But DEI isn’t and wasn’t ever that. I did DEI training at two different jobs and it boiled down to “you can’t know what someone else may be going through, or where they’ve been, and no the best course of action is to be open and curious”. Heck, in my most recent DEI training, one of the people to be sympathetic towards was a white cis man - it was a section focusing on discrimination based on age.
Both sides can not, in my view, argue both things: the right as we see it in America wants to oppress people based on immutable values such as race and gender.
The left wants people to acknowledge that “hey maybe it’s ok if everything doesn’t cater to one specific archetype of a person” - no reasonable person on the left wants to punish or oppress anyone for being a “white cisgender male”.
There’s this idea I’ve held onto that seems very apt: when a group that was being oppressed is given the same rights as their oppressors, their oppressors feel as though something is being taken from them.
You're taking the most charitable view of the underlying worldview of the progressive left and the most infernal view of the right. That's not epistemologically fair.
There is a alot of performative contradiction being performed here, there's an evokation of post-structuralist assumptions when you critique the particularist structure of modern society that favours certain archetypes based on certain assumptions, but then your later statement about oppressors and oppressed itself is projecting a new framing that is prone to it's own dubious assumptions and favours certain archetypes (the oppressed). There isn't much actual concrete grounding of ethical values here, and that's ironically reflected in the fact that most people do have different opinions on the matter.
But that's not a contradiction that progressivism can escape, because to provide a strong grounding to say "Racism is bad", you need to evoke from a universalist framework, one that empiricism or liberalism previously provided. But it is precisely the perceived arrogance to declare your values as universal when they emerged particularly from the West that is what is being critiqued in critical theory as Systemic Racism. Power + Prejudice.
Well, the Left and Right does draw alot from the identity politics promulgated from the Nazi Philosopher Carl Schmitt. Did you know that he supported the Nazis from the basis of pluralism, that he was terrified of the rise of universalist, homogenous world state?
Did you miss the current administration's pushback against DEI for being "discriminatory towards white cisgender males"?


Work to be completed: What is needed is an exact copy of all the lines below.

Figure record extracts
-- Opening Marker --

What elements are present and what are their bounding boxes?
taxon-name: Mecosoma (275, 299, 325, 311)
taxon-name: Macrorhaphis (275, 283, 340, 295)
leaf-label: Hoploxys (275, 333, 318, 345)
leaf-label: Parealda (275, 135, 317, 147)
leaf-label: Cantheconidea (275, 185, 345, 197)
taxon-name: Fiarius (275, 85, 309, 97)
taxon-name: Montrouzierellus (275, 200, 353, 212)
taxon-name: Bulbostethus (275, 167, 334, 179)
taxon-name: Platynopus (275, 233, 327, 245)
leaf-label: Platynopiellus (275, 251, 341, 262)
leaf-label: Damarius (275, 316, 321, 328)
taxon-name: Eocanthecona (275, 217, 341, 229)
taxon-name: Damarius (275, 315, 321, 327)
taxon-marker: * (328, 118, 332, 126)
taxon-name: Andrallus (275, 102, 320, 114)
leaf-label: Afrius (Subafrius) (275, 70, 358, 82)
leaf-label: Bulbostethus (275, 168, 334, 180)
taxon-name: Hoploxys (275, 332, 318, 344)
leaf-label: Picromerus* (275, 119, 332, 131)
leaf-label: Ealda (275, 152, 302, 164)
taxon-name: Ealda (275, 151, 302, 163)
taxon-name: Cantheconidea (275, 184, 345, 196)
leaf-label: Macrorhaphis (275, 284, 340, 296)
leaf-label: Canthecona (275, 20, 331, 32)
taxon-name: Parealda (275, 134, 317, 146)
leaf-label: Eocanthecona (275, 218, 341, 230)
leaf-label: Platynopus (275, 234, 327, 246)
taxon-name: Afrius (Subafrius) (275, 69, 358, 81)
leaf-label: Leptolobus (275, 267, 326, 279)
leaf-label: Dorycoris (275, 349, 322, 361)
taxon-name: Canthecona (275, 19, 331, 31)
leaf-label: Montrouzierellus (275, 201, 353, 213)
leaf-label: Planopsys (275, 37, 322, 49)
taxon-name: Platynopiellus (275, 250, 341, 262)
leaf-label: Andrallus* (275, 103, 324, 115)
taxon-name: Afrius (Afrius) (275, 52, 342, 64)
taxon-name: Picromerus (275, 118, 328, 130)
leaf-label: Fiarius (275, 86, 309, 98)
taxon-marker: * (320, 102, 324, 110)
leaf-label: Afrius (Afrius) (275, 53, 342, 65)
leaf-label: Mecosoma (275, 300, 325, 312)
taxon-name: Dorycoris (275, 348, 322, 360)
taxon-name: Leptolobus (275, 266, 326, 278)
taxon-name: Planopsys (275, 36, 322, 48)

-- Closing Marker --

Your solution:
What elements are present and what are their bounding boxes?
taxon-name: Mecosoma (275, 299, 325, 311)
taxon-name: Macrorhaphis (275, 283, 340, 295)
leaf-label: Hoploxys (275, 333, 318, 345)
leaf-label: Parealda (275, 135, 317, 147)
leaf-label: Cantheconidea (275, 185, 345, 197)
taxon-name: Fiarius (275, 85, 309, 97)
taxon-name: Montrouzierellus (275, 200, 353, 212)
taxon-name: Bulbostethus (275, 167, 334, 179)
taxon-name: Platynopus (275, 233, 327, 245)
leaf-label: Platynopiellus (275, 251, 341, 262)
leaf-label: Damarius (275, 316, 321, 328)
taxon-name: Eocanthecona (275, 217, 341, 229)
taxon-name: Damarius (275, 315, 321, 327)
taxon-marker: * (328, 118, 332, 126)
taxon-name: Andrallus (275, 102, 320, 114)
leaf-label: Afrius (Subafrius) (275, 70, 358, 82)
leaf-label: Bulbostethus (275, 168, 334, 180)
taxon-name: Hoploxys (275, 332, 318, 344)
leaf-label: Picromerus* (275, 119, 332, 131)
leaf-label: Ealda (275, 152, 302, 164)
taxon-name: Ealda (275, 151, 302, 163)
taxon-name: Cantheconidea (275, 184, 345, 196)
leaf-label: Macrorhaphis (275, 284, 340, 296)
leaf-label: Canthecona (275, 20, 331, 32)
taxon-name: Parealda (275, 134, 317, 146)
leaf-label: Eocanthecona (275, 218, 341, 230)
leaf-label: Platynopus (275, 234, 327, 246)
taxon-name: Afrius (Subafrius) (275, 69, 358, 81)
leaf-label: Leptolobus (275, 267, 326, 279)
leaf-label: Dorycoris (275, 349, 322, 361)
taxon-name: Canthecona (275, 19, 331, 31)
leaf-label: Montrouzierellus (275, 201, 353, 213)
leaf-label: Planopsys (275, 37, 322, 49)
taxon-name: Platynopiellus (275, 250, 341, 262)
leaf-label: Andrallus* (275, 103, 324, 115)
taxon-name: Afrius (Afrius) (275, 52, 342, 64)
taxon-name: Picromerus (275, 118, 328, 130)
leaf-label: Fiarius (275, 86, 309, 98)
taxon-marker: * (320, 102, 324, 110)
leaf-label: Afrius (Afrius) (275, 53, 342, 65)
leaf-label: Mecosoma (275, 300, 325, 312)
taxon-name: Dorycoris (275, 348, 322, 360)
taxon-name: Leptolobus (275, 266, 326, 278)
taxon-name: Planopsys (275, 36, 322, 48)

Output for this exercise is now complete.